What’s McLaren Planning To Do With This New Electric Powertrain?

What’s McLaren Planning To Do With This New Electric Powertrain?

McLaren’s Formula One cars have been fairly terrible as of late, but its high-end road cars are unimpeachable. They’re big, beefy, twin-turbo V8 carbon-eaters, although McLaren admits the future is electrified and possibly even fully electric. So an announcement from the company today could be a big step in that direction.

McLaren Applied Technologies have announced an electric hypercar powertrain—without the car. Meet the Combined Traction Unit 400. It might sound like something a lot of agriculturally-themed Transformers combine into but it’s actually pretty bleeding edge stuff:

It looks a bit like something you’d find while scraping cat hair out of the innards of your Dyson but the basic lowdown is that this has the output of a midrange Tesla at 400kW.

However, what the CTU-400 has beyond that is an extraordinary power density; 4.4kW/kg, for a dual-motored powertrain. That might not sound that impressive but there’s two torque-vectored gear systems in there, as well as the magnetic motors, which adds a lot of performance but makes a powertrain chonky.

Four-wheel drive is what’s offered by the two motor, two gearbox system and while we don’t know the actual weight of the e-axle a bit of quick maths puts it around 190kg, which is 68kg lighter than an equivalent horsepower V8.

It’s also boasting an unusual single link to the battery, going through two inverters to the motors and another single link to the drive train, which is then ultra-adaptive by drawing on one or both of the motors for power. Being sold not as a powertrain but an “e-axle” it’s intended to deliver the ultimate control and performance. Probably.

We don’t actually know what it could do in a car—because it hasn’t been built for a car. It’s just… been done. Like any normal R&D, you know.

Mclaren Applied Technologies, which as you may have guessed is the applied technologies wing of the enterprise, are making the Gen2 battery for Formula E though. They have a more-than-passing interest in the technologies at least. Fair enough, battery tech is a big gap in Western car manufacturers’ knowledge, so there’s an obvious sales opportunity there beyond being the supplier to an FIA championship. Formula E teams make their own power trains, though, so there’s no need to design one for that – and this ain’t it, in any case.

The strong implication is that they’re intending to supply them to other car companies; the McLaren brand gets to say it’s powering high-end EVs without actually troubling their existing customer base by making any, at least until that does happen at some point. A key note from a news release: “Bespoke variants can be provided to suit customer performance and package requirements.”

Tim Strafford, Automotive Director at McLaren Applied Technologies, described it in the announcement as “for the automotive market” but it would beggar belief that McLaren would be announcing a powertrain and not a concept hypercar if they were intending to make one.

And it’s not just McLaren on the project, to be fair—the magnetic motors were supplied by Integral Powertrain, whose website says they help OEMs provide in-vehicle technology. And Hewland Engineering made the two gear boxes. This is curious, as they’re racing specialists most recently responsible for the new Formula 2 car’s gearbox.

Anyway, whatever it’s for you can see it denuded from all those wheels and stuff at the Cenex Low Carbon Vehicle event in Bedfordshire, a few miles from where Lewis Hamilton grew up. Which, for now, is this thing’s closest link to a race car, but we shall see.

Hazel Southwell is a freelance motorsport journalist. She officially lives in London and unofficially on the departures side of Heathrow Terminal 2. She has one cat.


== Assignment ==
Leave the pictures behind and repeat all the entries exactly.

[Collected data]
=-=-=-=-=

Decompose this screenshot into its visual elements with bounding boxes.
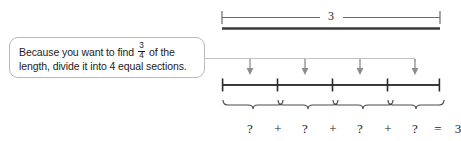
section-arrows xyxy=(247,59,419,75)
brace-4 xyxy=(388,100,444,109)
callout-text-post: of the xyxy=(149,46,175,58)
equation-token-0: ? xyxy=(247,119,253,139)
brace-3 xyxy=(333,100,393,109)
diagram-canvas: 3 Because you want to find 3 4 of the le… xyxy=(0,0,461,141)
arrow-1 xyxy=(247,59,254,75)
equation-token-4: ? xyxy=(357,119,363,139)
section-braces xyxy=(223,100,444,109)
equation-token-3: + xyxy=(329,119,336,139)
equation-row: ? + ? + ? + ? = 3 xyxy=(222,119,454,139)
arrow-2 xyxy=(302,59,309,75)
callout-box: Because you want to find 3 4 of the leng… xyxy=(9,37,205,78)
callout-connector xyxy=(205,59,415,63)
arrow-4 xyxy=(412,59,419,75)
equation-token-5: + xyxy=(384,119,391,139)
callout-text-pre: Because you want to find xyxy=(19,46,134,58)
brace-1 xyxy=(223,100,283,109)
number-line xyxy=(222,79,440,92)
equation-token-8: 3 xyxy=(455,119,461,139)
top-bracket-label: 3 xyxy=(324,9,338,23)
callout-line-1: Because you want to find 3 4 of the xyxy=(19,42,196,58)
equation-token-1: + xyxy=(274,119,281,139)
callout-line-2: length, divide it into 4 equal sections. xyxy=(19,58,196,74)
equation-token-7: = xyxy=(434,119,441,139)
brace-2 xyxy=(278,100,338,109)
equation-token-2: ? xyxy=(302,119,308,139)
fraction-numerator: 3 xyxy=(138,42,144,50)
arrow-3 xyxy=(357,59,364,75)
equation-token-6: ? xyxy=(412,119,418,139)
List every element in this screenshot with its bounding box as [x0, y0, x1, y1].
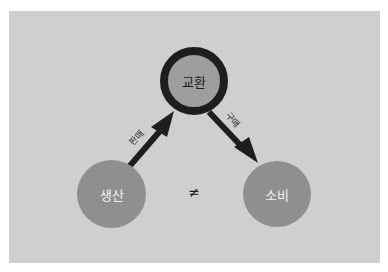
node-exchange-label: 교환	[182, 72, 206, 91]
node-production: 생산	[77, 160, 146, 228]
node-production-label: 생산	[100, 185, 124, 204]
node-consumption-label: 소비	[265, 185, 289, 204]
node-exchange: 교환	[160, 47, 228, 115]
arrows-layer	[0, 0, 388, 272]
node-consumption: 소비	[243, 161, 311, 227]
not-equal-symbol: ≠	[186, 184, 202, 200]
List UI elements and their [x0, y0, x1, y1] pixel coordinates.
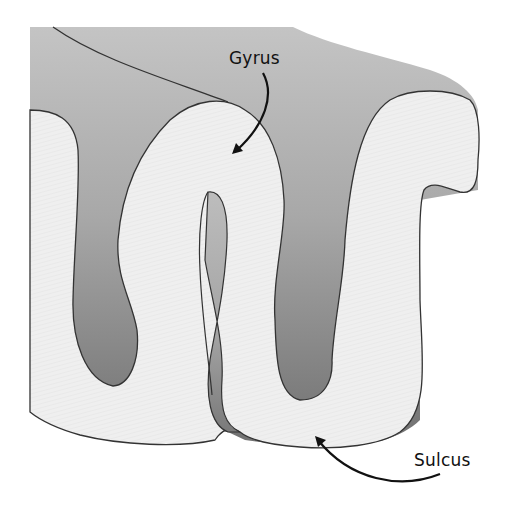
brain-cortex-diagram [0, 0, 513, 506]
sulcus-label: Sulcus [414, 450, 470, 470]
gyrus-label: Gyrus [229, 48, 280, 68]
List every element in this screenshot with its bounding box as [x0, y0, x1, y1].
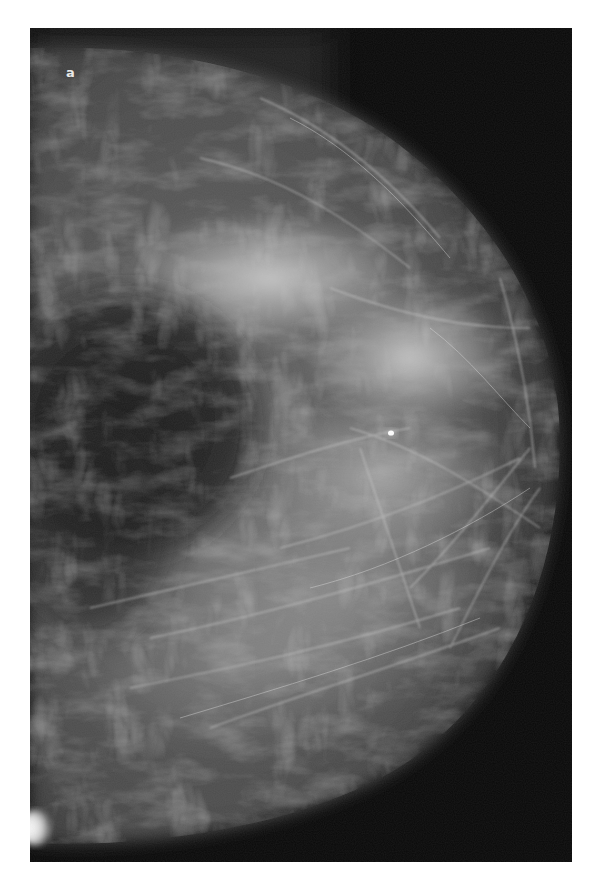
mammogram-image	[30, 28, 572, 862]
mammogram-rendering	[30, 28, 572, 862]
panel-label: a	[66, 66, 75, 79]
page: a	[0, 0, 602, 891]
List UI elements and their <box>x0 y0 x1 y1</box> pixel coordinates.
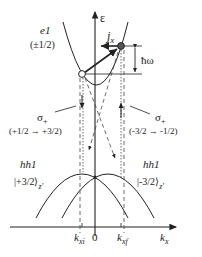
k-axis-label: kx <box>160 231 169 246</box>
right-sigma-label: σ+ <box>155 111 166 126</box>
crossing-point <box>93 175 96 178</box>
left-sigma-label: σ+ <box>37 111 48 126</box>
origin-label: 0 <box>92 231 98 243</box>
hh1-right-label: hh1 <box>143 158 160 170</box>
hh1-left-state-label: |+3/2⟩z' <box>14 176 44 191</box>
e1-spin-label: (±1/2) <box>30 39 55 51</box>
left-transition-label: (+1/2 → +3/2) <box>9 126 62 136</box>
diagonal-dashed-1 <box>85 78 115 158</box>
right-transition-label: (-3/2 → -1/2) <box>129 126 178 136</box>
current-label: jx <box>105 29 114 45</box>
energy-axis-label: ε <box>100 11 105 25</box>
hh1-right-state-label: |-3/2⟩z' <box>137 176 164 191</box>
e1-label: e1 <box>40 24 50 36</box>
left-sigma-pointer <box>55 106 76 112</box>
hh1-left-label: hh1 <box>20 158 37 170</box>
kxi-label: kxi <box>74 231 85 246</box>
hbar-omega-label: ħω <box>141 54 154 66</box>
band-diagram: ε e1 (±1/2) jx ħω σ+ (+1/2 → +3/2) σ+ (-… <box>0 0 202 257</box>
initial-state-circle <box>79 71 86 78</box>
right-sigma-pointer <box>130 106 150 114</box>
final-state-circle <box>118 43 125 50</box>
kxf-label: kxf <box>117 231 129 246</box>
hh1-left-band-curve <box>36 174 128 218</box>
diagram-canvas: ε e1 (±1/2) jx ħω σ+ (+1/2 → +3/2) σ+ (-… <box>0 0 202 257</box>
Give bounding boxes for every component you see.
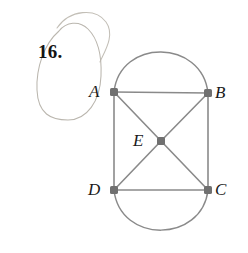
vertex-label-A: A: [89, 83, 99, 100]
edge-BE: [161, 93, 208, 141]
figure-page: 16. A B E D C: [0, 0, 248, 253]
vertex-label-B: B: [215, 84, 225, 101]
vertex-label-C: C: [215, 181, 226, 198]
edge-CE: [161, 141, 208, 190]
vertex-B: [204, 89, 212, 97]
vertex-D: [110, 186, 118, 194]
handdrawn-oval-annotation: [37, 12, 110, 120]
vertex-label-D: D: [88, 181, 100, 198]
vertex-C: [204, 186, 212, 194]
problem-number: 16.: [38, 42, 63, 61]
vertex-label-E: E: [133, 132, 143, 149]
edge-curve-AB: [114, 52, 208, 93]
edge-AB: [114, 92, 208, 93]
graph-figure: [0, 0, 248, 253]
edge-curve-DC: [114, 190, 208, 230]
vertex-E: [157, 137, 165, 145]
vertex-A: [110, 88, 118, 96]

=-=-=-=-=

== Answer to the problem ==
Decompose this screenshot into its visual elements with bounding boxes.
section-arrows xyxy=(247,59,419,75)
brace-4 xyxy=(388,100,444,109)
callout-text-post: of the xyxy=(149,46,175,58)
equation-token-0: ? xyxy=(247,119,253,139)
brace-3 xyxy=(333,100,393,109)
diagram-canvas: 3 Because you want to find 3 4 of the le… xyxy=(0,0,461,141)
arrow-1 xyxy=(247,59,254,75)
equation-token-4: ? xyxy=(357,119,363,139)
section-braces xyxy=(223,100,444,109)
equation-token-3: + xyxy=(329,119,336,139)
equation-row: ? + ? + ? + ? = 3 xyxy=(222,119,454,139)
arrow-2 xyxy=(302,59,309,75)
callout-box: Because you want to find 3 4 of the leng… xyxy=(9,37,205,78)
callout-connector xyxy=(205,59,415,63)
arrow-4 xyxy=(412,59,419,75)
equation-token-5: + xyxy=(384,119,391,139)
callout-text-pre: Because you want to find xyxy=(19,46,134,58)
brace-1 xyxy=(223,100,283,109)
number-line xyxy=(222,79,440,92)
equation-token-8: 3 xyxy=(455,119,461,139)
top-bracket-label: 3 xyxy=(324,9,338,23)
callout-line-1: Because you want to find 3 4 of the xyxy=(19,42,196,58)
equation-token-1: + xyxy=(274,119,281,139)
callout-line-2: length, divide it into 4 equal sections. xyxy=(19,58,196,74)
equation-token-7: = xyxy=(434,119,441,139)
brace-2 xyxy=(278,100,338,109)
equation-token-2: ? xyxy=(302,119,308,139)
fraction-numerator: 3 xyxy=(138,42,144,50)
arrow-3 xyxy=(357,59,364,75)
equation-token-6: ? xyxy=(412,119,418,139)
List every element in this screenshot with its bounding box as [x0, y0, x1, y1].
node-exchange-label: 교환	[182, 72, 206, 91]
node-production: 생산	[77, 160, 146, 228]
node-production-label: 생산	[100, 185, 124, 204]
node-consumption-label: 소비	[265, 185, 289, 204]
node-exchange: 교환	[160, 47, 228, 115]
arrows-layer	[0, 0, 388, 272]
node-consumption: 소비	[243, 161, 311, 227]
not-equal-symbol: ≠	[186, 184, 202, 200]
List UI elements and their [x0, y0, x1, y1] pixel coordinates.
brain-cortex-diagram [0, 0, 513, 506]
sulcus-label: Sulcus [414, 450, 470, 470]
gyrus-label: Gyrus [229, 48, 280, 68]
List every element in this screenshot with its bounding box as [x0, y0, x1, y1].
mammogram-image	[30, 28, 572, 862]
mammogram-rendering	[30, 28, 572, 862]
panel-label: a	[66, 66, 75, 79]
page: a	[0, 0, 602, 891]
List UI elements and their <box>x0 y0 x1 y1</box> pixel coordinates.
k-axis-label: kx <box>160 231 169 246</box>
right-sigma-label: σ+ <box>155 111 166 126</box>
crossing-point <box>93 175 96 178</box>
left-sigma-label: σ+ <box>37 111 48 126</box>
origin-label: 0 <box>92 231 98 243</box>
hh1-right-label: hh1 <box>143 158 160 170</box>
hh1-left-state-label: |+3/2⟩z' <box>14 176 44 191</box>
e1-spin-label: (±1/2) <box>30 39 55 51</box>
left-transition-label: (+1/2 → +3/2) <box>9 126 62 136</box>
diagonal-dashed-1 <box>85 78 115 158</box>
right-transition-label: (-3/2 → -1/2) <box>129 126 178 136</box>
current-label: jx <box>105 29 114 45</box>
energy-axis-label: ε <box>100 11 105 25</box>
hh1-right-state-label: |-3/2⟩z' <box>137 176 164 191</box>
e1-label: e1 <box>40 24 50 36</box>
left-sigma-pointer <box>55 106 76 112</box>
hh1-left-label: hh1 <box>20 158 37 170</box>
kxi-label: kxi <box>74 231 85 246</box>
hbar-omega-label: ħω <box>141 54 154 66</box>
band-diagram: ε e1 (±1/2) jx ħω σ+ (+1/2 → +3/2) σ+ (-… <box>0 0 202 257</box>
initial-state-circle <box>79 71 86 78</box>
right-sigma-pointer <box>130 106 150 114</box>
final-state-circle <box>118 43 125 50</box>
kxf-label: kxf <box>117 231 129 246</box>
hh1-left-band-curve <box>36 174 128 218</box>
diagram-canvas: ε e1 (±1/2) jx ħω σ+ (+1/2 → +3/2) σ+ (-… <box>0 0 202 257</box>
Give bounding boxes for every component you see.
vertex-label-A: A: [89, 83, 99, 100]
edge-BE: [161, 93, 208, 141]
figure-page: 16. A B E D C: [0, 0, 248, 253]
vertex-label-B: B: [215, 84, 225, 101]
vertex-label-C: C: [215, 181, 226, 198]
edge-CE: [161, 141, 208, 190]
vertex-B: [204, 89, 212, 97]
vertex-D: [110, 186, 118, 194]
handdrawn-oval-annotation: [37, 12, 110, 120]
vertex-label-D: D: [88, 181, 100, 198]
vertex-C: [204, 186, 212, 194]
problem-number: 16.: [38, 42, 63, 61]
vertex-label-E: E: [133, 132, 143, 149]
edge-curve-AB: [114, 52, 208, 93]
edge-AB: [114, 92, 208, 93]
graph-figure: [0, 0, 248, 253]
edge-curve-DC: [114, 190, 208, 230]
vertex-E: [157, 137, 165, 145]
vertex-A: [110, 88, 118, 96]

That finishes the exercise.